Harvest
Pronunciation
- US IPA: /ˈhɑɹ.vɪst/
- UK IPA: /ˈhÉ‘Ë(ɹ)vɪst/
- Australia IPA: /ˈhaËvÉ™st/
Origin
From Middle English harvest, hervest, from Old English hærfest ("autumn, harvest-time; August"), from Proto-Germanic *harbistaz ("autumn, fall"), from Proto-Indo-European *kerp-, *skerp-; cognate with West Frisian hjerst, Dutch herfst, German Herbst, Middle Low German hervest ("autumn") (Dutch Low Saxon haarfst ("autumn")), Danish høst, also Latin carpere 'to seize', Greek καÏπός (karpos, "fruit") and κείÏω (keirÅ, "to cut off").
Full definition of harvest
Noun
harvest
(plural harvests)- (UK dialectal) The third season of the year; autumn; fall.
- The season of gathering ripened crops; specifically, the time of reaping and gathering grain.
- The process of harvesting, gathering the ripened crop.
- The yield of harvesting, i.e. the gathered crops or fruits.This year's cotton harvest was great but the corn harvest was disastrous.
- ShakespeareTo glean the broken ears after the man
That the main harvest reaps. - (by extension) The product or result of any exertion or labor; gain; reward.
- FullerThe pope's principal harvest was in the jubilee.
- Wordsworththe harvest of a quiet eye
- (paganism) A modern pagan ceremony held on or around the autumn equinox, which is in the harvesting season.
- 1907, w, The Dust of Conflict Chapter 20, Hester Earle and Violet Wayne were moving about the aisle with bundles of wheat-ears and streamers of ivy, for the harvest thanksgiving was shortly to be celebrated, while the vicar stood waiting for their directions on the chancel steps with a great handful of crimson gladioli.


:: Exercise instructions ::
Replicate the data exactly, every line included.

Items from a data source

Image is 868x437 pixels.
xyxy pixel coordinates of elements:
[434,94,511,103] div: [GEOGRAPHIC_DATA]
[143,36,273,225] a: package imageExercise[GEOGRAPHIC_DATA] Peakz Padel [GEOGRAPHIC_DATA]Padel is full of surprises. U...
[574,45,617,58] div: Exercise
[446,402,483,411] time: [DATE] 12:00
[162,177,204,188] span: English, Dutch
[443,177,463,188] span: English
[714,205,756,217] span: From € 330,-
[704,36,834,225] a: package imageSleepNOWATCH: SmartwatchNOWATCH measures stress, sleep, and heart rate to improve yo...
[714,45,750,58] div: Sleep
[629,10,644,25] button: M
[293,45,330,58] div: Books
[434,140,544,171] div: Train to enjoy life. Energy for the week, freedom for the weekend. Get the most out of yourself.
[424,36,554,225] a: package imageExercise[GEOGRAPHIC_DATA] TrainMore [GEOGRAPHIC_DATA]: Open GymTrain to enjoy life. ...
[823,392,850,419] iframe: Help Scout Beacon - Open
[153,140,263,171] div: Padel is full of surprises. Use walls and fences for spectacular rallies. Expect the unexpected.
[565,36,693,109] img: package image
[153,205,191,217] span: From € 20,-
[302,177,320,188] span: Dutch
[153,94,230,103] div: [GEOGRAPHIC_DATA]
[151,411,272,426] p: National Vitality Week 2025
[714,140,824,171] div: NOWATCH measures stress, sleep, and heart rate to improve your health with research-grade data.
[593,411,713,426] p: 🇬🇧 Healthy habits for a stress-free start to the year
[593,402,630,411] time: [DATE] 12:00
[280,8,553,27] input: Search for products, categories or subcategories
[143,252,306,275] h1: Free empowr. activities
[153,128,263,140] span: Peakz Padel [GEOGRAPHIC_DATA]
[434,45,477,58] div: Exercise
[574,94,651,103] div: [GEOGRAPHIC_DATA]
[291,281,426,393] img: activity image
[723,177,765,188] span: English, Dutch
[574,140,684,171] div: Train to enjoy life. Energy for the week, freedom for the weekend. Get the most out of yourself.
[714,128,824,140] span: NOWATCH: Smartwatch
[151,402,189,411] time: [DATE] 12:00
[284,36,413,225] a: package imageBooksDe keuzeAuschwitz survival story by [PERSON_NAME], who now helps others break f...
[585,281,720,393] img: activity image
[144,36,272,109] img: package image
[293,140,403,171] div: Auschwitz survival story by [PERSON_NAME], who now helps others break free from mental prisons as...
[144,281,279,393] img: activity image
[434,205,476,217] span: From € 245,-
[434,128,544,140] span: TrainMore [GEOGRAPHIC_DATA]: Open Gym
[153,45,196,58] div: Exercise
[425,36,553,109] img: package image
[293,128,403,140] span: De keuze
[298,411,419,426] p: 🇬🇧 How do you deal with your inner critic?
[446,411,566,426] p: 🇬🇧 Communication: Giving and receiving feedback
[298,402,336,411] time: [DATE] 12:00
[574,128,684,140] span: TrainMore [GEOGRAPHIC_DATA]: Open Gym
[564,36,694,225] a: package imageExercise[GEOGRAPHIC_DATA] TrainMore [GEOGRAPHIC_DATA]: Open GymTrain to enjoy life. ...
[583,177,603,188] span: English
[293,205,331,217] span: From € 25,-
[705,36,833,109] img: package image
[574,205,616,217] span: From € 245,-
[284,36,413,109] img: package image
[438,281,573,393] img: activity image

:: Response to the exercise ::
Image is 868x437 pixels.
xyxy pixel coordinates of elements:
[434,94,511,103] div: [GEOGRAPHIC_DATA]
[143,36,273,225] a: package imageExercise[GEOGRAPHIC_DATA] Peakz Padel [GEOGRAPHIC_DATA]Padel is full of surprises. U...
[574,45,617,58] div: Exercise
[446,402,483,411] time: [DATE] 12:00
[162,177,204,188] span: English, Dutch
[443,177,463,188] span: English
[714,205,756,217] span: From € 330,-
[704,36,834,225] a: package imageSleepNOWATCH: SmartwatchNOWATCH measures stress, sleep, and heart rate to improve yo...
[714,45,750,58] div: Sleep
[629,10,644,25] button: M
[293,45,330,58] div: Books
[434,140,544,171] div: Train to enjoy life. Energy for the week, freedom for the weekend. Get the most out of yourself.
[424,36,554,225] a: package imageExercise[GEOGRAPHIC_DATA] TrainMore [GEOGRAPHIC_DATA]: Open GymTrain to enjoy life. ...
[823,392,850,419] iframe: Help Scout Beacon - Open
[153,140,263,171] div: Padel is full of surprises. Use walls and fences for spectacular rallies. Expect the unexpected.
[565,36,693,109] img: package image
[153,205,191,217] span: From € 20,-
[302,177,320,188] span: Dutch
[153,94,230,103] div: [GEOGRAPHIC_DATA]
[151,411,272,426] p: National Vitality Week 2025
[714,140,824,171] div: NOWATCH measures stress, sleep, and heart rate to improve your health with research-grade data.
[593,411,713,426] p: 🇬🇧 Healthy habits for a stress-free start to the year
[593,402,630,411] time: [DATE] 12:00
[280,8,553,27] input: Search for products, categories or subcategories
[143,252,306,275] h1: Free empowr. activities
[153,128,263,140] span: Peakz Padel [GEOGRAPHIC_DATA]
[434,45,477,58] div: Exercise
[574,94,651,103] div: [GEOGRAPHIC_DATA]
[291,281,426,393] img: activity image
[723,177,765,188] span: English, Dutch
[574,140,684,171] div: Train to enjoy life. Energy for the week, freedom for the weekend. Get the most out of yourself.
[714,128,824,140] span: NOWATCH: Smartwatch
[151,402,189,411] time: [DATE] 12:00
[284,36,413,225] a: package imageBooksDe keuzeAuschwitz survival story by [PERSON_NAME], who now helps others break f...
[585,281,720,393] img: activity image
[144,36,272,109] img: package image
[293,140,403,171] div: Auschwitz survival story by [PERSON_NAME], who now helps others break free from mental prisons as...
[144,281,279,393] img: activity image
[434,205,476,217] span: From € 245,-
[434,128,544,140] span: TrainMore [GEOGRAPHIC_DATA]: Open Gym
[153,45,196,58] div: Exercise
[425,36,553,109] img: package image
[293,128,403,140] span: De keuze
[298,411,419,426] p: 🇬🇧 How do you deal with your inner critic?
[446,411,566,426] p: 🇬🇧 Communication: Giving and receiving feedback
[298,402,336,411] time: [DATE] 12:00
[574,128,684,140] span: TrainMore [GEOGRAPHIC_DATA]: Open Gym
[564,36,694,225] a: package imageExercise[GEOGRAPHIC_DATA] TrainMore [GEOGRAPHIC_DATA]: Open GymTrain to enjoy life. ...
[583,177,603,188] span: English
[293,205,331,217] span: From € 25,-
[705,36,833,109] img: package image
[574,205,616,217] span: From € 245,-
[284,36,413,109] img: package image
[438,281,573,393] img: activity image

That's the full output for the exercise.